February 11, 2026 - 4:00pm

Has the ban on puberty blockers really driven a surge in child suicides, as the Good Law Project (GLP) claims? Or are campaigners drawing sweeping conclusions from fragile data about a small and deeply vulnerable group? Those hoping for a headline answer will be disappointed. The facts are complex, and demand a careful reading.

Suicide, especially among children, is one of the most serious subjects any journalist can cover. Reporting guidelines warn against attributing deaths to a single “trigger”, and caution that young people are particularly susceptible to suicide contagion and as such, emotive or sensational framing should be avoided.

Perhaps the outlet Pink News forgot this when, earlier this week, it repeated the GLP claim under the headline: “Trans youth suicides surged when the NHS banned puberty blockers, tragic report suggests.”

Activists have long engaged in this grisly waving of a somewhat opaque shroud. In 2024, Professor Louis Appleby, the Government’s suicide prevention adviser, was commissioned to examine claims by the GLP and others that “there has been a large rise in suicide by current and recent patients of the Gender Identity Development Service (GIDS) at the Tavistock since an earlier restriction of puberty-blocking drugs.”

After reviewing data from NHS England, Appleby identified six cases in which gender dysphoria was considered a contributing factor. He was scathing about those who weaponised claims of suicide, and now the GLP has hit back.

In its latest report, the lawfare group cites figures from the National Child Mortality Database (NCMD), which records 46 deaths between 2019 and 2025 in which a child was noted as identifying as transgender and where the primary cause was categorised as “suicide or deliberate self-inflicted harm”.
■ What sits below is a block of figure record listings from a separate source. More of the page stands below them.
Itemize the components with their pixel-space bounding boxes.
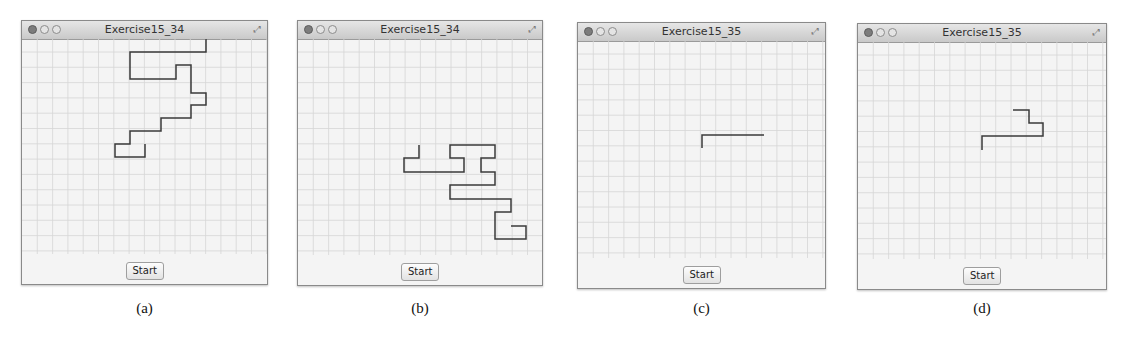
grid-svg: [858, 42, 1106, 259]
panel-caption: (a): [125, 300, 165, 317]
grid-canvas: [298, 39, 542, 255]
window-title: Exercise15_35: [578, 25, 825, 38]
app-window-b: Exercise15_34 ⤢ Start: [297, 20, 543, 286]
panel-caption: (d): [962, 300, 1002, 317]
title-bar[interactable]: Exercise15_35 ⤢: [578, 23, 825, 42]
start-button[interactable]: Start: [963, 267, 1001, 285]
grid-canvas: [22, 39, 267, 254]
panel-caption: (c): [682, 300, 722, 317]
fullscreen-icon[interactable]: ⤢: [810, 26, 820, 36]
window-title: Exercise15_34: [22, 23, 267, 36]
start-button[interactable]: Start: [126, 262, 164, 280]
title-bar[interactable]: Exercise15_35 ⤢: [858, 24, 1106, 43]
start-button[interactable]: Start: [401, 263, 439, 281]
app-window-a: Exercise15_34 ⤢ Start: [21, 20, 268, 285]
window-title: Exercise15_34: [298, 23, 542, 36]
panel-caption: (b): [400, 300, 440, 317]
app-window-c: Exercise15_35 ⤢ Start: [577, 22, 826, 289]
fullscreen-icon[interactable]: ⤢: [1091, 27, 1101, 37]
window-title: Exercise15_35: [858, 26, 1106, 39]
grid-canvas: [578, 41, 825, 258]
grid-svg: [22, 39, 267, 254]
fullscreen-icon[interactable]: ⤢: [252, 24, 262, 34]
grid-canvas: [858, 42, 1106, 259]
grid-svg: [578, 41, 825, 258]
title-bar[interactable]: Exercise15_34 ⤢: [298, 21, 542, 40]
title-bar[interactable]: Exercise15_34 ⤢: [22, 21, 267, 40]
fullscreen-icon[interactable]: ⤢: [527, 24, 537, 34]
app-window-d: Exercise15_35 ⤢ Start: [857, 23, 1107, 290]
start-button[interactable]: Start: [683, 266, 721, 284]
grid-svg: [298, 39, 542, 255]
The breakdown is uneven: five deaths in 2019–20, four in 2020–21, 22 in 2021–22, 10 in 2022–23, three in 2023–24 and two in 2024–25. Even at a glance, this is not a steady upward trajectory which neatly maps onto policy change. The NCMD explains that the totals for the more recent years may yet increase once reviews by the Child Death Overview Panel have been completed. Nonetheless, this is a fluctuating series drawn from a small base, with a notable spike in the period following the pandemic, when youth mental health indicators worsened across the board.
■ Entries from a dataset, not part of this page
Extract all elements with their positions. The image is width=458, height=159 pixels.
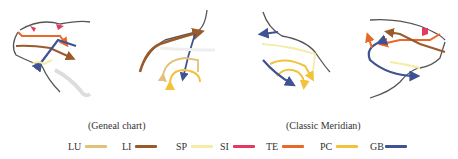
legend-label: PC xyxy=(320,141,332,152)
caption-classic-meridian: (Classic Meridian) xyxy=(286,120,361,131)
panel-head-side-left xyxy=(13,21,90,95)
legend-item-li: LI xyxy=(122,141,157,152)
legend-label: LU xyxy=(68,141,81,152)
legend-item-pc: PC xyxy=(320,141,358,152)
legend: LU LI SP SI TE PC GB xyxy=(0,141,458,155)
legend-swatch xyxy=(85,145,107,148)
legend-item-si: SI xyxy=(220,141,255,152)
legend-swatch xyxy=(385,145,407,148)
legend-swatch xyxy=(191,145,213,148)
meridian-diagram xyxy=(0,0,458,140)
legend-item-lu: LU xyxy=(68,141,107,152)
panel-arm-right xyxy=(262,12,330,86)
legend-label: TE xyxy=(266,141,278,152)
panel-arm-left xyxy=(140,10,215,84)
legend-label: LI xyxy=(122,141,131,152)
legend-item-te: TE xyxy=(266,141,304,152)
legend-label: SI xyxy=(220,141,229,152)
legend-item-gb: GB xyxy=(370,141,407,152)
legend-item-sp: SP xyxy=(176,141,213,152)
legend-swatch xyxy=(135,145,157,148)
legend-label: GB xyxy=(370,141,384,152)
legend-label: SP xyxy=(176,141,187,152)
panel-head-side-right xyxy=(368,20,445,98)
legend-swatch xyxy=(282,145,304,148)
legend-swatch xyxy=(336,145,358,148)
legend-swatch xyxy=(233,145,255,148)
caption-general-chart: (Geneal chart) xyxy=(88,120,145,131)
Weighty claims have been built on these flimsy figures. GLP founder Jolyon Maugham KC wrote on Bluesky that the data “exposes the truth” and accused Health Secretary Wes Streeting of promoting “politically convenient falsehoods about suicide rates amongst young trans people”. The GLP website adopted similarly emotive language, saying that “those of us in or close to the trans community have been to the funerals of those we love. And we have wept together.” It added that the Health Secretary’s report “denied the reality of trans deaths, as Streeting’s ban on puberty blockers denied the reality of trans lives”.

In a topic so sensitive, definitions are critical. There is no legal or medical category of a “transgender child”. Gender recognition certificates are unavailable to under-18s, and a diagnosis of gender dysphoria does not make a child “trans”. Many young people who experience gender distress reconcile with their sex as they mature, particularly if allowed to progress through puberty without medical intervention.

NCMD itself confirmed in an FOI response that “trans” was used as an umbrella term covering transgender, non-binary, gender-questioning, gender-transitioning or gender-dysphoric children, a broad and heterogeneous grouping rather than a single clinical category. It is also well established that young people presenting with gender-related distress often have many comorbid mental health conditions, including autism and eating disorders.

The FOI data released to the GLP in fact confirmed Appleby’s findings: six children who died by suicide who specifically had gender dysphoria recorded as a contributing factor. Six is still six too many, but it does not follow that puberty blockers would have prevented these deaths or that there has been a surge in numbers. Ultimately, the absence of evidence for a policy-driven suicide spike should be a source of relief. As Appleby wrote in 2024: “Suicide should not be a slogan or a means to winning an argument. To the families of 200 teenagers a year in England, it is devastating and all too real.”


Josephine Bartosch is assistant editor at The Critic and co-author of Pornocracy.